The Internationale, sung and interpreted by Billy Bragg


But hark – what’s this on the horizon?  Crikey, if I didn’t know any better, it appears to be the sound of some grass roots – and they seem to be organising!  What’s more, they’ve knocked this pesky “thanks for the revolt, people, you can go back home – I’m in charge now” issue on the head by having minimal organising and no leaders!  Step forward the “We Are The 99%” movement, previously known as the Arab Spring, the British Summer (always stormy, that one) and demonstrations in Greece, Italy, Spain and so on.  In one sense, the powers-that-be (but, very, very hopefully that-won’t-be-much-longer) were right.  Educating the masses and then letting them communicate with each other is a no-no if you want to stay holding onto your cash cow.  Especially when those who have just been educated realise that they have no shiny pot of gold and a company BMW at the end of their hard work and ridiculously huge student debt.

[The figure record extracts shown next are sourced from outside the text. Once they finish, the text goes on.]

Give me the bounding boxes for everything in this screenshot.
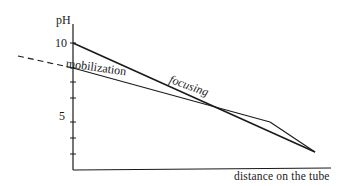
x-axis-label: distance on the tube [234, 171, 330, 183]
focusing-line [73, 43, 315, 152]
diagram-canvas: pH 10 5 mobilization focusing distance o… [0, 0, 349, 186]
y-tick-label-5: 5 [59, 110, 65, 122]
ph-gradient-plot [0, 0, 349, 186]
y-tick-label-10: 10 [55, 37, 67, 49]
mobilization-line-tail [270, 122, 315, 152]
y-axis-label: pH [56, 14, 71, 26]
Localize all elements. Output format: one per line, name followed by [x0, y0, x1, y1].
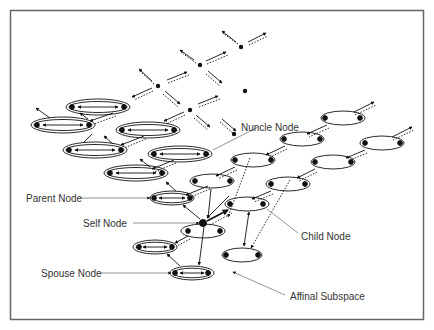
- child-node-label: Child Node: [301, 231, 351, 242]
- spouse-node: [170, 266, 214, 280]
- couple-node: [148, 146, 212, 162]
- child-node: [225, 197, 269, 211]
- couple-node: [66, 99, 130, 115]
- self-node-label: Self Node: [83, 218, 127, 229]
- couple-node: [116, 122, 180, 138]
- kinship-lattice-diagram: Nuncle Node Parent Node Self Node Child …: [0, 0, 434, 330]
- couple-node: [190, 174, 234, 188]
- leader-lines: [80, 127, 298, 295]
- couple-node: [63, 142, 127, 158]
- parent-node: [150, 191, 194, 205]
- affinal-subspace-label: Affinal Subspace: [290, 291, 365, 302]
- couple-node: [133, 240, 177, 254]
- self-node: [199, 219, 206, 226]
- spouse-node-label: Spouse Node: [41, 268, 102, 279]
- couple-node: [231, 153, 275, 167]
- upper-lattice: [132, 31, 268, 136]
- nuncle-couple-node: [280, 132, 324, 146]
- couple-node: [104, 165, 168, 181]
- affinal-couple-node: [222, 248, 262, 262]
- couple-node: [31, 117, 95, 133]
- parent-node-label: Parent Node: [26, 193, 83, 204]
- nuncle-node-label: Nuncle Node: [241, 122, 299, 133]
- arrow-pair: [132, 31, 268, 134]
- couple-node: [360, 136, 404, 150]
- couple-nodes: [31, 99, 404, 280]
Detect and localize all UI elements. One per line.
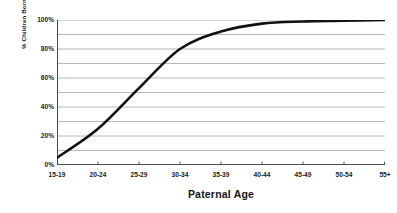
data-series-line — [57, 20, 385, 158]
x-tick-label: 55+ — [362, 170, 397, 180]
y-tick-label: 60% — [28, 74, 54, 82]
x-tick-label: 15-19 — [34, 170, 80, 180]
x-tick-label: 40-44 — [239, 170, 285, 180]
y-tick-label: 20% — [28, 132, 54, 140]
x-tick-label: 20-24 — [75, 170, 121, 180]
x-tick-label: 30-34 — [157, 170, 203, 180]
x-tick-label: 25-29 — [116, 170, 162, 180]
x-tick-label: 50-54 — [321, 170, 367, 180]
x-axis-title: Paternal Age — [57, 188, 385, 200]
y-axis-tick-labels: 100%80%60%40%20%0% — [26, 20, 54, 165]
plot-area — [57, 20, 385, 165]
y-tick-label: 0% — [28, 161, 54, 169]
chart-container: % Children Born 100%80%60%40%20%0% 15-19… — [0, 0, 397, 213]
x-tick-label: 35-39 — [198, 170, 244, 180]
chart-plot-svg — [57, 20, 385, 165]
y-tick-label: 40% — [28, 103, 54, 111]
y-tick-label: 100% — [28, 16, 54, 24]
gridlines-group — [57, 20, 385, 151]
x-tick-label: 45-49 — [280, 170, 326, 180]
y-tick-label: 80% — [28, 45, 54, 53]
x-axis-tick-labels: 15-1920-2425-2930-3435-3940-4445-4950-54… — [57, 170, 385, 182]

Obviously, it’s early days.  I hope fervently, however, that the seeds have been sown.  It’s one thing to have some bunch of robber barons at the top of a pile that, at least, has a reasonable amount of affluence.  One can overlook the fact that some have a huge portion of the pie if the sliver you have still represents some comfort and an acceptable standard of living.  It’s quite another for the political wing ofthe City to pass around more champagne and roast cherub to their mates, then tells the rest of us that there will be a mouldy crust for the rest of us to share (all of these food references – I’m getting hungry, now) because times are hard but hey “we’re all in this together”.

So I raise a glass to the future, whilst hoping and praying that, this time, we get it right.  Does clenched-fist salute and exits to the strains of “Won’t Get Fooled Again”.